By Keith Idec

Antoine Douglas delivered Friday night.

The undefeated Douglas dropped Hungary’s Istvan Szili three times and produced a third-round technical knockout in the main event of a “ShoBox: The New Generation” quadrupleheader from Sands Bethlehem in Bethlehem, Pennsylvania. The 22-year-old Douglas improved to 18-0-1 and recorded his 12th knockout in a scheduled 10-rounder that cemented his transition from middleweight prospect to contender.

The previously unbeaten Szili slipped to 18-1-2 (8 KOs).

Douglas’ right hand sent Szili to the canvas for the first time right near the end of the second round Friday night. Szili answered referee Gary Rosato’s count and the bell sounded soon thereafter to end the second round.

Douglas didn’t waste any time pouncing on Szili once the third round started, though. The Burke, Virginia resident dropped his 32-year-old opponent with another short right hand very early in the third round. Szili again got up, but another Douglas right left him flat on his face and forced Rosato to wave an end to the bout 29 seconds into the third round.

Douglas’ dominant win came nearly a year after he fought to a 10-round majority draw with France’s Michel Soro (27-1-1, 17 KOs) in another “ShoBox” main event last July 25 in Verona, N.Y.

Prior to Douglas defeating Szili, Russian super middleweight Arif Magomedov remained unbeaten by scoring a unanimous-decision victory over previously undefeated Derrick Webster in a 10-round fight. The shorter, busier Magomedov (16-0, 9 KOs) was the aggressor throughout their fight, while Webster spent virtually all of it moving backward, without fully committing to his punches.

A right hand by Magomedov knocked down Webster (19-1, 10 KOs), of Glassboro, New Jersey, with less than 20 seconds left in the bout and punctuated his decisive victory. Magomedov was a winner by the same large margin, 99-89, on all three scorecards.

Before the Webster-Magomedov match, San Antonio super bantamweight Adam Lopez (13-0, 6 KOs) dropped the Dominican Republic’s Eliezer Aquino (17-1-1, 11 KOs) with a right hand in the first round and boxed effectively enough for the duration of their 10-rounder to win a majority decision.

Lopez, 24, had to respect the aggressive Aquino’s power throughout the bout, but displayed toughness and skill on his way to winning on the scorecards of judges David Braslow (96-93) and Kevin Morgan (96-93). The third judge, Steve Weisfeld, scored the closely contested bout even (95-95).

In the first fight Showtime televised Friday night, Samuel Clarkson (15-3, 9 KOs), a light heavyweight from Cedar Hill, Texas, dropped favored Jerry Odom three times and produced a third-round technical knockout upset in a fight scheduled for eight rounds.

Odom (13-2, 12 KOs, 1 NC), of Washington, D.C., suffered the first true defeat of a once-promising pro career that began in October 2012. The 22-year-old Odom’s lone previous loss was a disqualification defeat to Andrew Hernandez, whom Odom hit after the bell in the fourth round of a scheduled six-rounder Jan. 9 in The Theater at Madison Square Garden. Odom avenged that defeat by knocking out Phoenix’s Hernandez (9-1-1, 1 KO, 1 NC) in the first round March 13 in Westbury, N.Y.

He had no such success against the determined, 24-year-old Clarkson, who floored Odom once late in the second round and twice early in the third before referee Shawn Clark stopped their fight at 1:15 of the third round, with Odom still on his feet. Clark halted the action after Clarkson landed an array of power punches to Odom’s head. Much of Clarkson’s success was the product of his crushing right uppercuts, which he used to knock down Odom late in the second round and early in the third.

Odom has fought at or near the super middleweight throughout his career. Clarkson came in four pounds overweight on Thursday (172¼ pounds), but Odom fought him anyway.

Clarkson has now defeated Odom and light heavyweight contender Cedric Agnew (27-2, 14 KOs) in two of his three fights this year.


→ WORK TO COMPLETE: Going through the entries, how many lines include the string "item"? Answer only with the number.

→ INFORMATION GIVEN:
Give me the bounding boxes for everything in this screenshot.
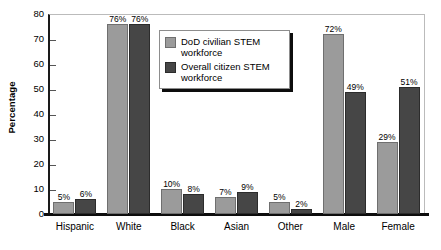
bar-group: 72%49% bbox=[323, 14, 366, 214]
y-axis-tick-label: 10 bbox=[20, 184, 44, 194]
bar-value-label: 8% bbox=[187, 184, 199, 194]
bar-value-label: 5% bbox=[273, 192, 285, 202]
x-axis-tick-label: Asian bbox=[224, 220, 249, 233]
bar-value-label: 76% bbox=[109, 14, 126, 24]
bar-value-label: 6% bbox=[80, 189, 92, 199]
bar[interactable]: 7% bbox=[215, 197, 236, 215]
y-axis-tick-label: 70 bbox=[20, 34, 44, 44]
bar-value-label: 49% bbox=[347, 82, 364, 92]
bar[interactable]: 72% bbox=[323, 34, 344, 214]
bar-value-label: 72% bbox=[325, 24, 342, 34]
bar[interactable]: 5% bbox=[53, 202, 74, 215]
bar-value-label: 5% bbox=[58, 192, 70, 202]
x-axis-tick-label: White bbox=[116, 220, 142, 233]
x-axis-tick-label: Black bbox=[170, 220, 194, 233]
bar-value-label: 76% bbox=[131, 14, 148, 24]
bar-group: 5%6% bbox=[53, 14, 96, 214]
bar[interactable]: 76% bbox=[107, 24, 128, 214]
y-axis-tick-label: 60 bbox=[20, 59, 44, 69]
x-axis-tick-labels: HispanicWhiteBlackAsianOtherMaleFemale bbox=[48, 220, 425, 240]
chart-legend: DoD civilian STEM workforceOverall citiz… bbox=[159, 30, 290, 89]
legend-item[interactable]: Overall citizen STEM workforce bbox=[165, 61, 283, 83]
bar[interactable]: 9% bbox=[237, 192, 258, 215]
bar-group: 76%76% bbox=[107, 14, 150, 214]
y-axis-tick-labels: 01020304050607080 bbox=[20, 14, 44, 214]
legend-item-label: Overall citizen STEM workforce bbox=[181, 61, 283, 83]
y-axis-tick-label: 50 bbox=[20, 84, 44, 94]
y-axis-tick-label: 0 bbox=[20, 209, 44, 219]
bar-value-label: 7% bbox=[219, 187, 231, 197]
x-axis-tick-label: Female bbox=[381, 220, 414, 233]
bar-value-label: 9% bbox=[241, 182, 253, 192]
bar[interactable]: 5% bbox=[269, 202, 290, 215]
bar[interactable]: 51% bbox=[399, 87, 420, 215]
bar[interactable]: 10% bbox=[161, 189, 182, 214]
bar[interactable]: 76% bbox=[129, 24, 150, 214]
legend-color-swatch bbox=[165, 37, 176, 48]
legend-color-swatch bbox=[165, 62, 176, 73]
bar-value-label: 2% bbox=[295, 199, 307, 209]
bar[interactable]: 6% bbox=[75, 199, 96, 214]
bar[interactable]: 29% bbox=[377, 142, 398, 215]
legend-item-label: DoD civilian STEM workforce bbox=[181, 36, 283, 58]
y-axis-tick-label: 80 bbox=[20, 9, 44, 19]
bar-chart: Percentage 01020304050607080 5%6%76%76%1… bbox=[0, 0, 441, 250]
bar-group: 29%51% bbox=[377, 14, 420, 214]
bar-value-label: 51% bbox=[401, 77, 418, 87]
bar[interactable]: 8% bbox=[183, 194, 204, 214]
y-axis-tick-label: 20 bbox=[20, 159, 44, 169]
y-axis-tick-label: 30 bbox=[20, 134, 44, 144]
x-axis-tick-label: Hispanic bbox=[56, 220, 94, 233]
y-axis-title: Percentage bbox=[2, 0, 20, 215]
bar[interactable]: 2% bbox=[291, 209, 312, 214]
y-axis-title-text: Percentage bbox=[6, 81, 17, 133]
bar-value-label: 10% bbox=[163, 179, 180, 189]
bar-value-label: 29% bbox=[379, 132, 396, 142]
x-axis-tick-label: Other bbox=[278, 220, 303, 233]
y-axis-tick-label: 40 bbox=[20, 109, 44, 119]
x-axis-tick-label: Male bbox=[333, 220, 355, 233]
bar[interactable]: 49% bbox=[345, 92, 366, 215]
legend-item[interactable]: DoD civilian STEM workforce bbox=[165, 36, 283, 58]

→ OUTPUT FOR THIS EXERCISE: 4